#### DIRECTIONS
Give the listing below again exactly, but without any of its pictures.

#### MATERIALS PROVIDED
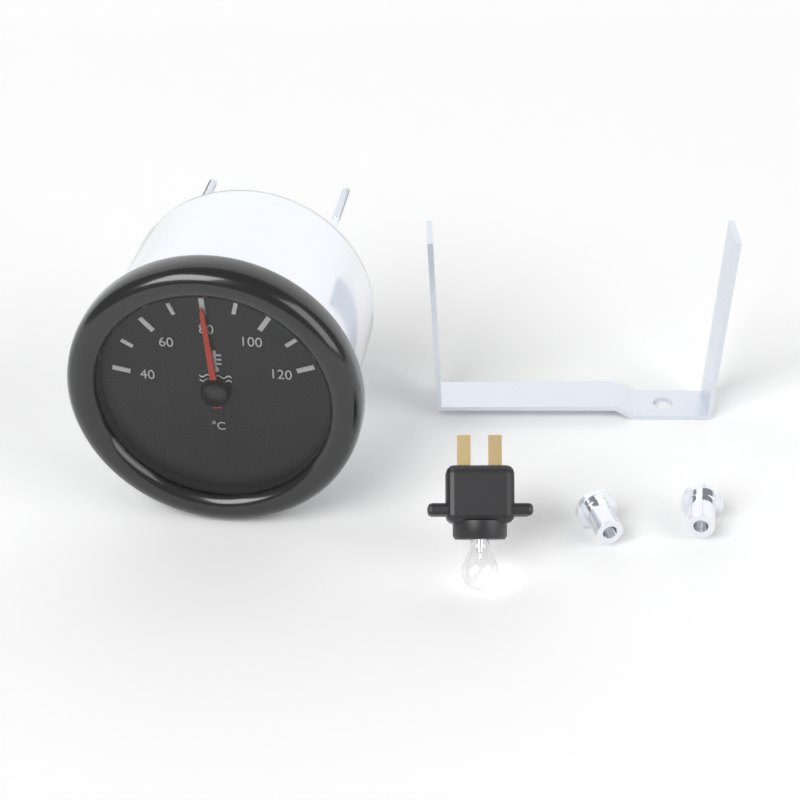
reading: 80 °C
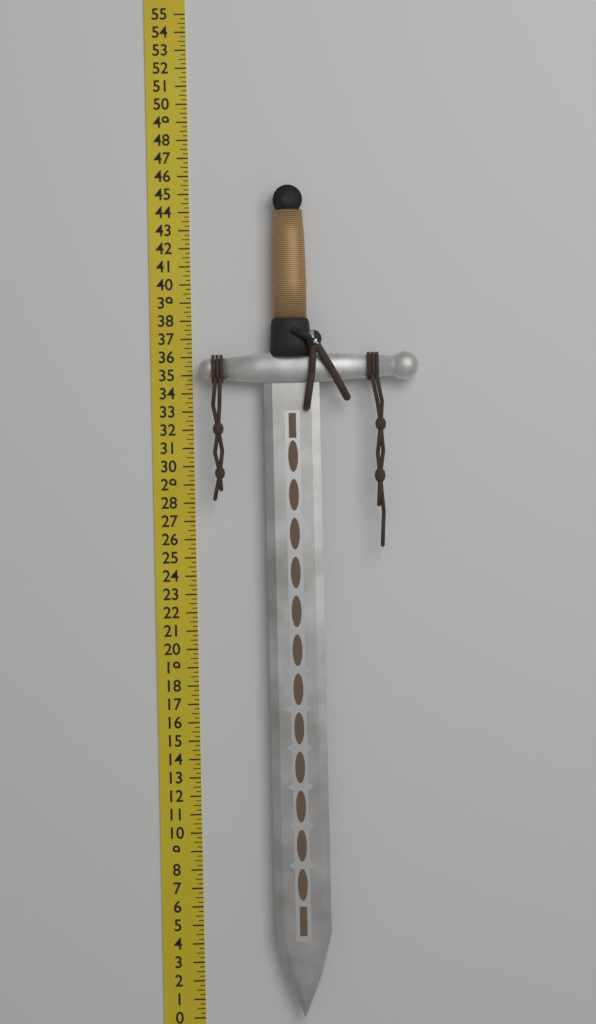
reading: 45.25 in
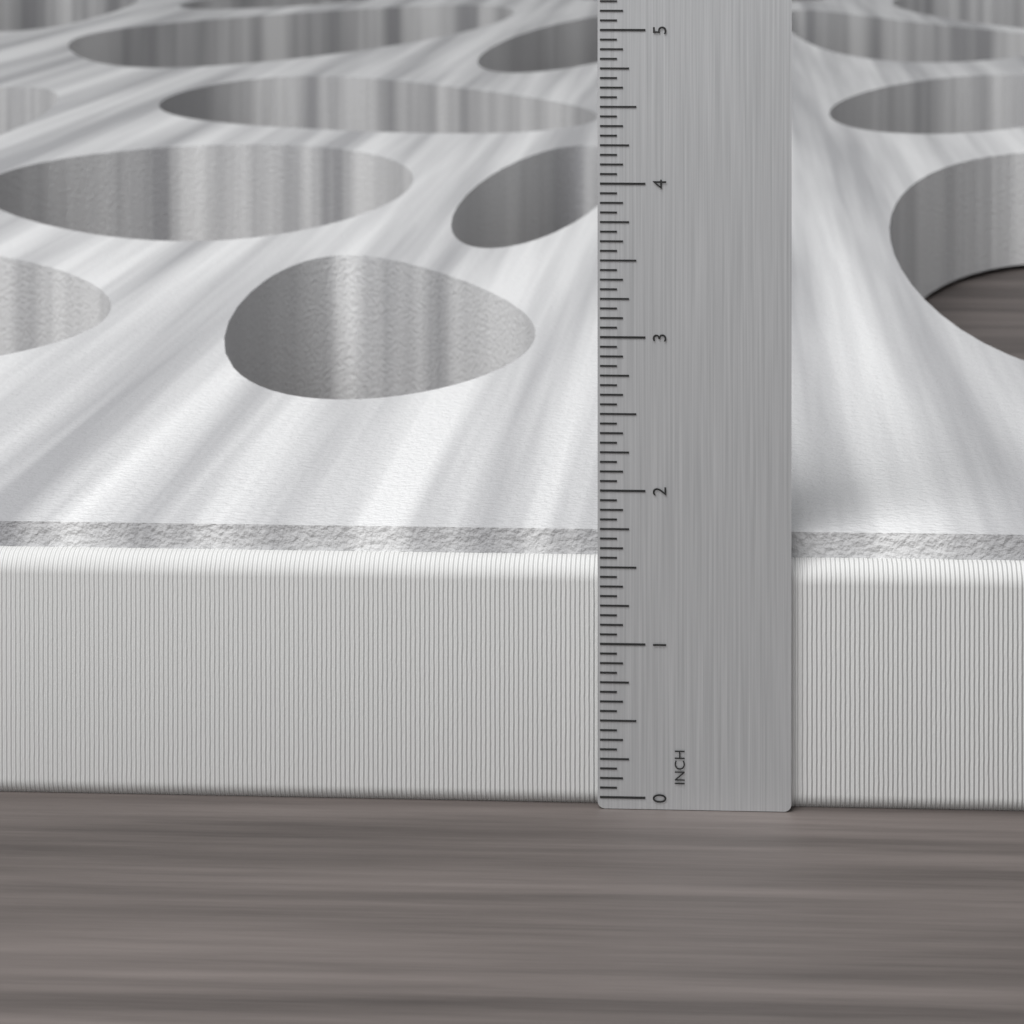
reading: 1.6875 in
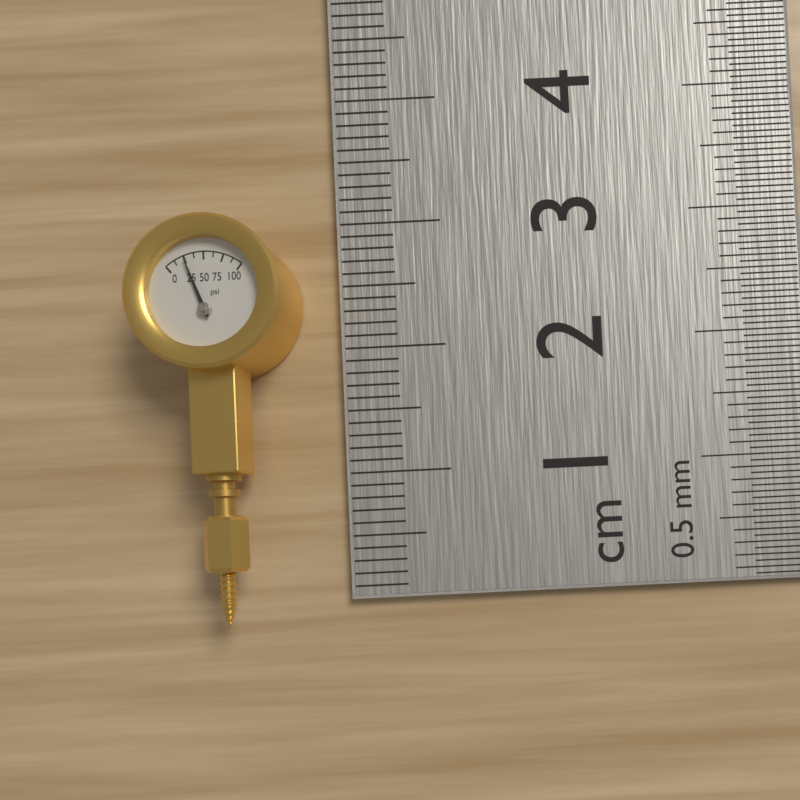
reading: 25.0 psi
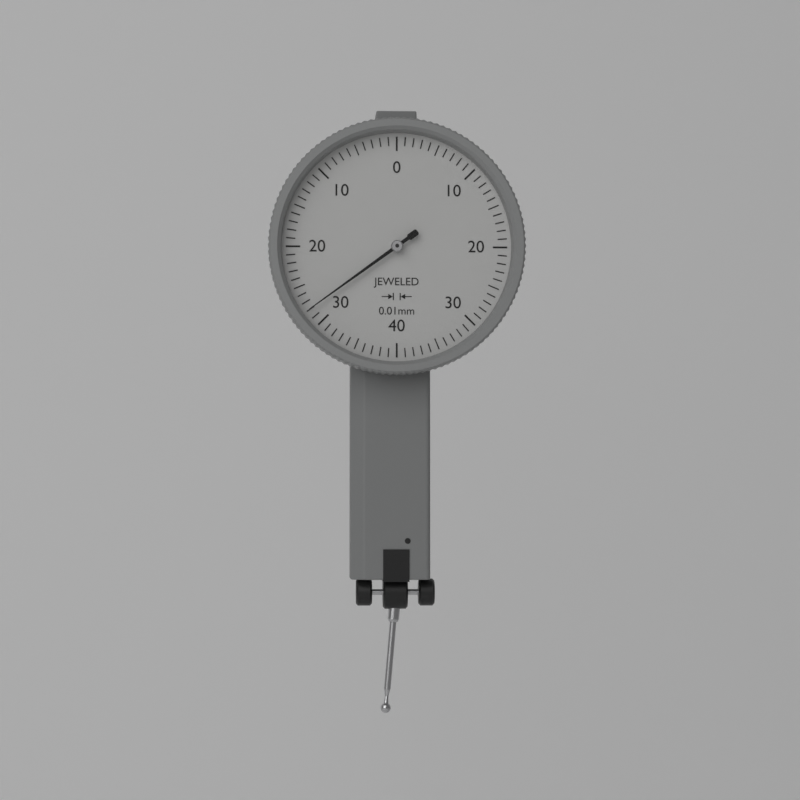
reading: 0.28 mm
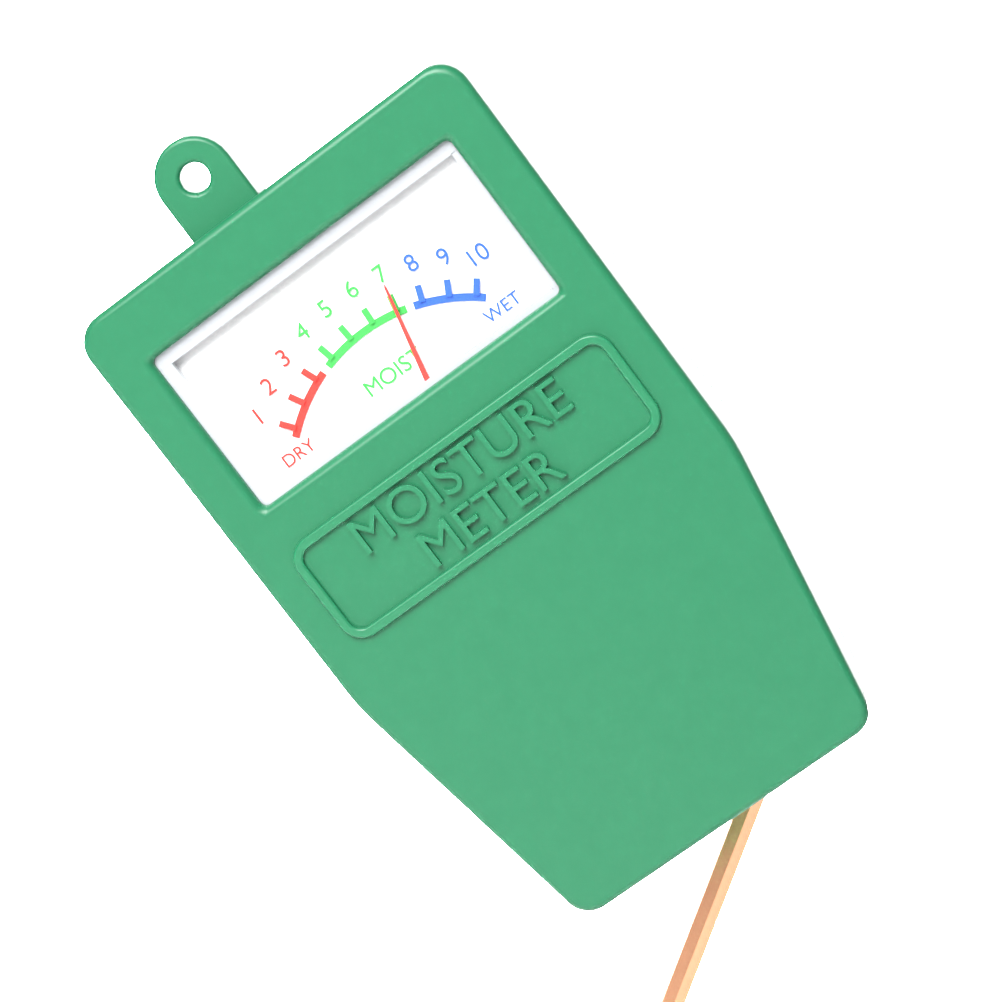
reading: 7 (no unit)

#### RESPONSE TO THIS EXERCISE
reading: 80 °C
reading: 45.25 in
reading: 1.6875 in
reading: 25.0 psi
reading: 0.28 mm
reading: 7 (no unit)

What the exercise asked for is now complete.